Monthly Archives: July 2014

Fritz

I don’t remember what made me climb the wooden fence. It might have been the squeal of tires or my friend who remarked that it sounded like something had been hit. No matter, it was worth investigating.

We scrambled over, our tennis shoes wedged between the lichen-covered slats for footholds as we grasped the top rail and sat upon it for a moment to survey the scene before descending into the tall, uncut grass on the other side. A footpath meandered through the grass then, worn to packed dirt by my own and others’ feet on our way to and from school. An overgrown drainage ditch fringed the two-lane road. Every few years the Department of Works would come with a backhoe and scoop out the various grasses and weeds that rooted there.

On this brilliant summer day, the grass stems swayed in the breeze, the Alder leaves rustled, and the woods across the street, fringed by laden blackberry runners, was a riot of green and birdsong that could be heard over the occasional car that passed.

A car slowly accelerated off over the small hill and disappeared out of our view. Tracing its path back, we both spotted a bloody line on the road a few dozen feet away.

“Let’s go see what got hit!” my friend excitedly said.

“OK!”

Hopping down, I hoped my hay-fever wouldn’t attack me during the short journey across the verge. We hopped the ditch and sandy gravel crunched under our sneakers as we crossed the asphalt shoulder. It was just past lunchtime and traffic was light, so we ventured a straight line towards our goal instead of across and down.

Coming closer, we could see where crimson was already turning to match the color of the berries on the vine. There was a large splotch where the unfortunate animal had landed. A straight, perpendicular red line led from its first resting spot to its current one, now hidden from view in a small grass bower beyond the shoulder. The driver must have drug it there, out of sight.

Upon surveying the bloody scene, our resolve dissolved slightly. We looked to each other for support, maybe permission, to disturb the poor creature’s rest. We nodded to each other and waded in, parting the grass.

Lying there, prone with a small bloody pool about its head founted from his mouth, was my cat, Fritz.

Shocked, I reached out for him, but then held back, terrified to touch the truth. I overcame my fear and stroked his fur. He was still warm, but he was dead.

“Is that your cat?” my friend asked.

I nodded mutely as tears began to stream down my face.

“I’m sorry,” he said. He looked at a loss. “Is there anything I can do?”

I shook my head.

“Um, I’m going to go…is that OK?”

A car honked at us as it went past. I nodded.

“Uh, bye. Sorry again.” He walked up the road towards his home.

I wanted to pick Fritz up and take him home, but was repulsed by the now congealing blood. I thought about getting some garden gloves. But how to get him over the fence? Throw him? The thought horrified me.

Through a miasma of grief and shame, I found my way back across the road and over the fence. A few minutes later, I was picking Fritz up in my gloved hands and placing him in a brown paper grocery bag. He was stiffening, and his tail stuck awkwardly out of the end of the bag.

My grip on the bag wasn’t so good and it tore open in the middle of the road. The yawning loss I had been working to keep at bay also rent then and there. I wailed in huge choking sobs at my loss, now resting at my feet across the center line. I held the torn bag like some sort of bloody flag after a battle where my comrades died and defied the world to find a way to assuage the pain.

Crushing sadness enveloped me as I bent to gently pick Fritz up and place him back in the paper, with legs protruding askew. I must have been a sight, all tears and snot, shuddering as I walked home the long way with my dead cat borne before me wrapped like some grotesque package.

Home again, I laid him to rest in the back yard beneath the cherry tree that blossomed like snow in the spring. That was the last thing the two of us did together, alone on separate sides of the world.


#### YOUR OBJECTIVE
Could you give back every entry below exactly, with the pictures dropped?

[Records from a collection]
┌──

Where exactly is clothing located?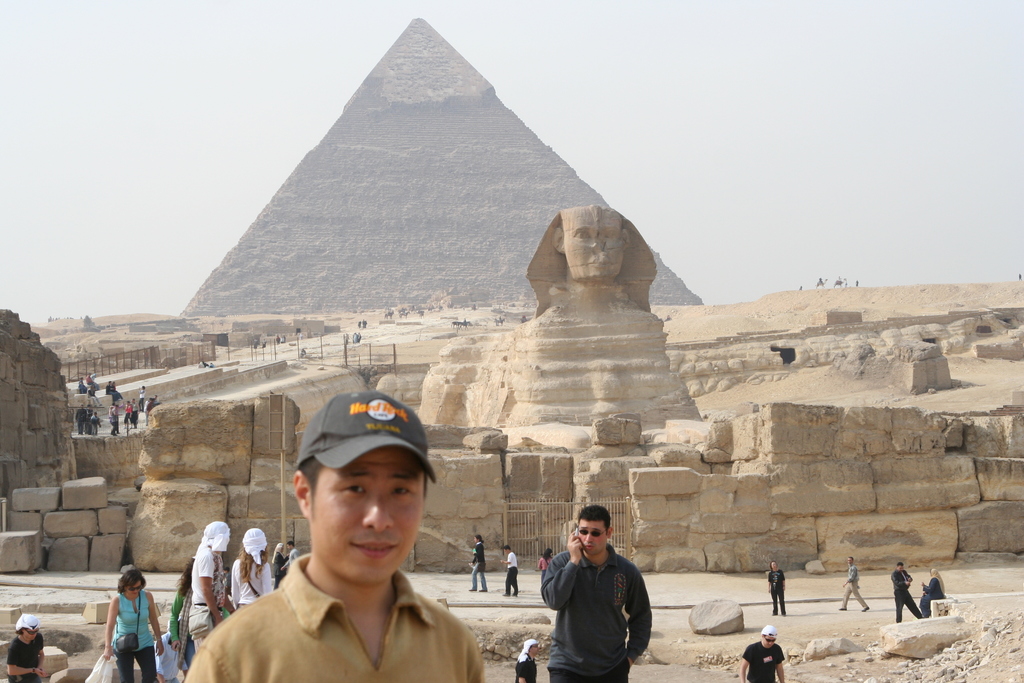
Its bounding box is {"x1": 742, "y1": 645, "x2": 785, "y2": 682}.
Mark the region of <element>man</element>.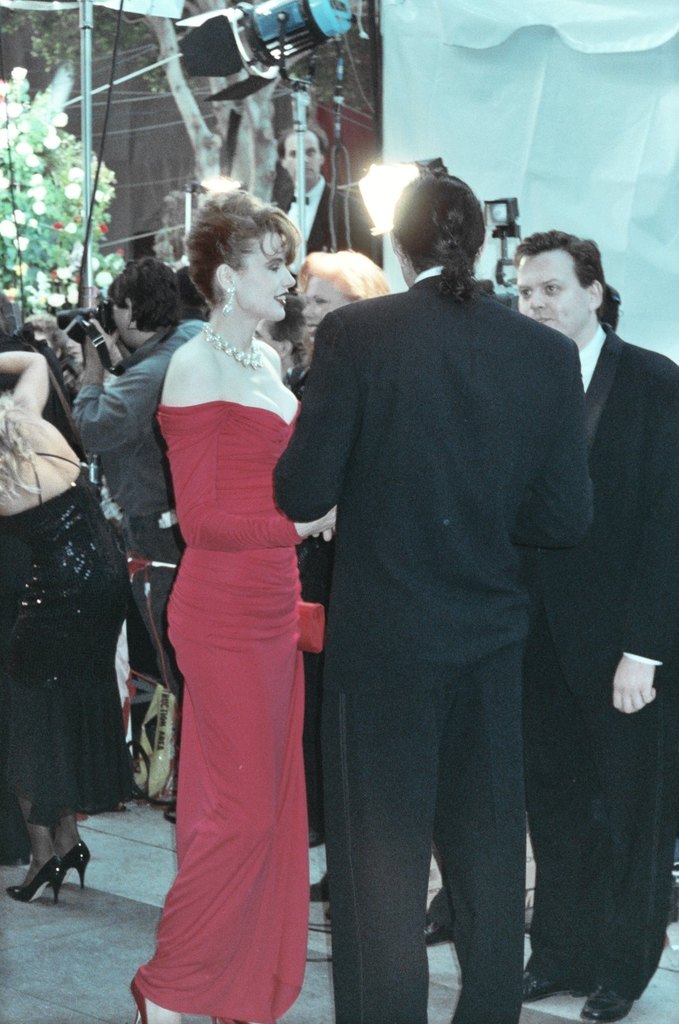
Region: l=258, t=123, r=386, b=284.
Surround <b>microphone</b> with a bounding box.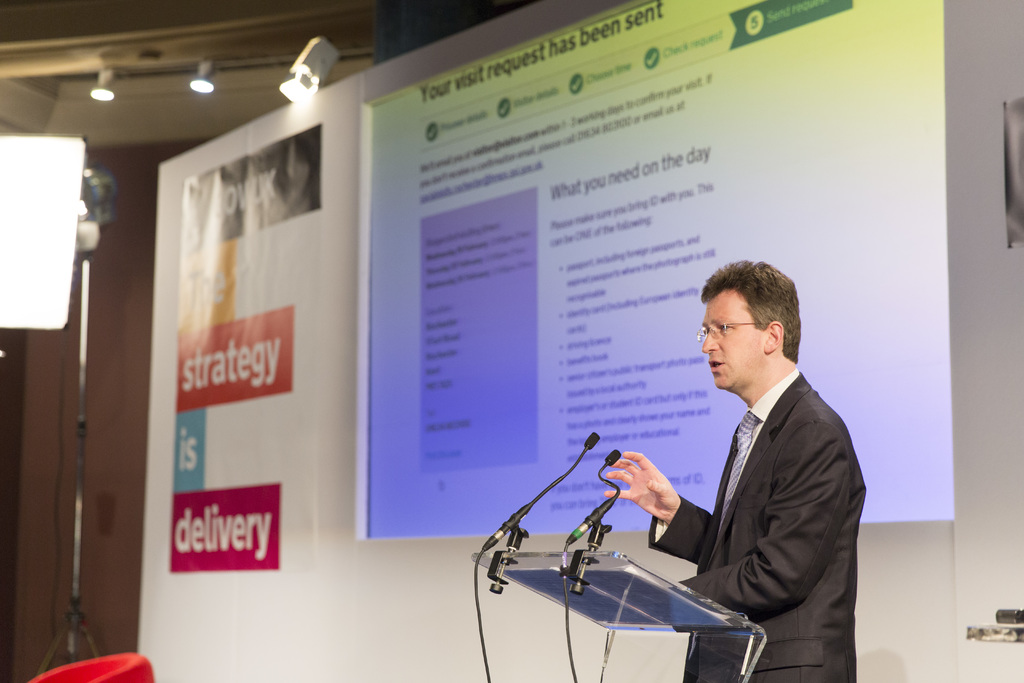
604,451,618,466.
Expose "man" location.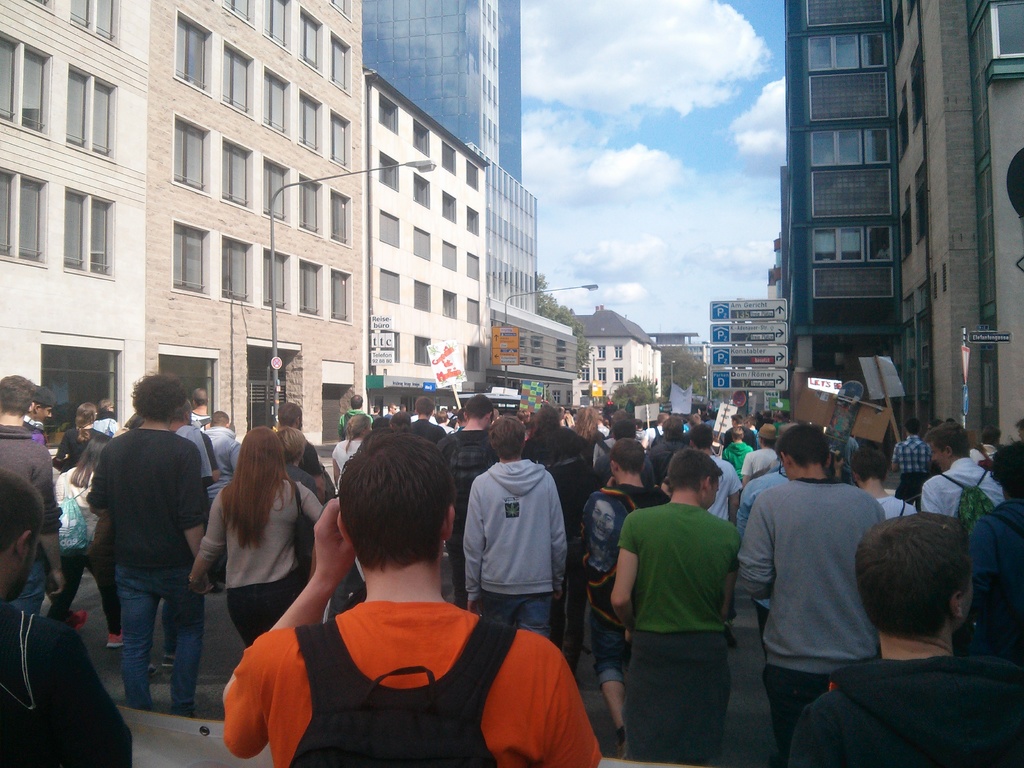
Exposed at [x1=721, y1=426, x2=756, y2=470].
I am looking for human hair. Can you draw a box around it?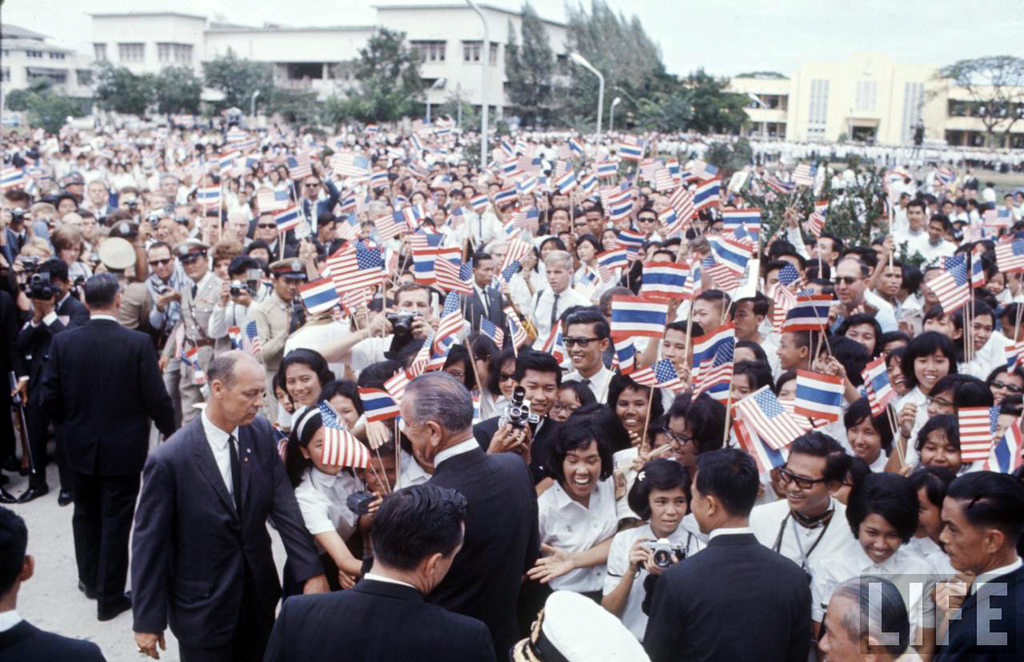
Sure, the bounding box is bbox=(561, 381, 606, 416).
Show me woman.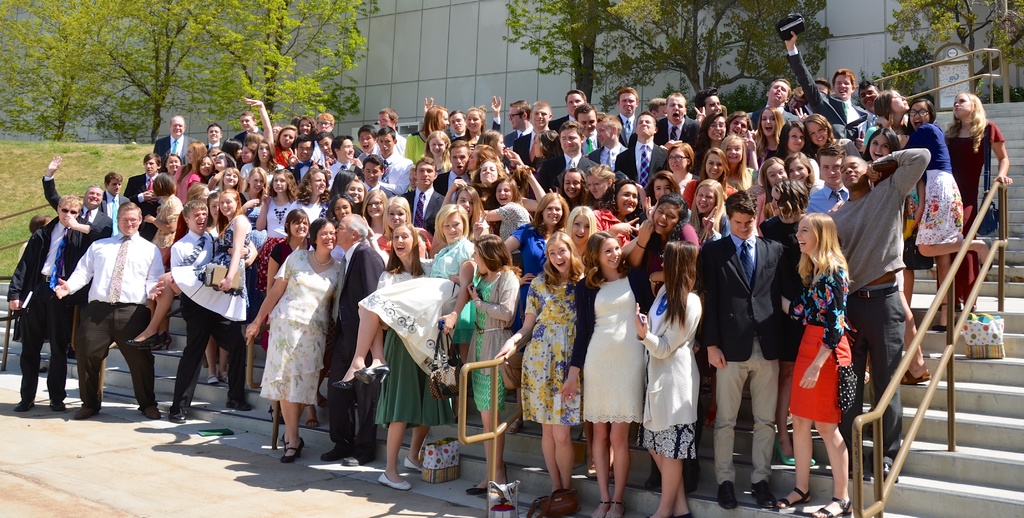
woman is here: {"x1": 566, "y1": 205, "x2": 595, "y2": 289}.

└──

#### TASK SOLUTION
Where exactly is clothing located?
Its bounding box is {"x1": 742, "y1": 645, "x2": 785, "y2": 682}.
Mark the region of <element>man</element>.
Region: l=258, t=123, r=386, b=284.
Surround <b>microphone</b> with a bounding box.
604,451,618,466.
Expose "man" location.
Exposed at [x1=721, y1=426, x2=756, y2=470].
I am looking for human hair. Can you draw a box around it?
Sure, the bounding box is bbox=(561, 381, 606, 416).
Show me woman.
woman is here: {"x1": 566, "y1": 205, "x2": 595, "y2": 289}.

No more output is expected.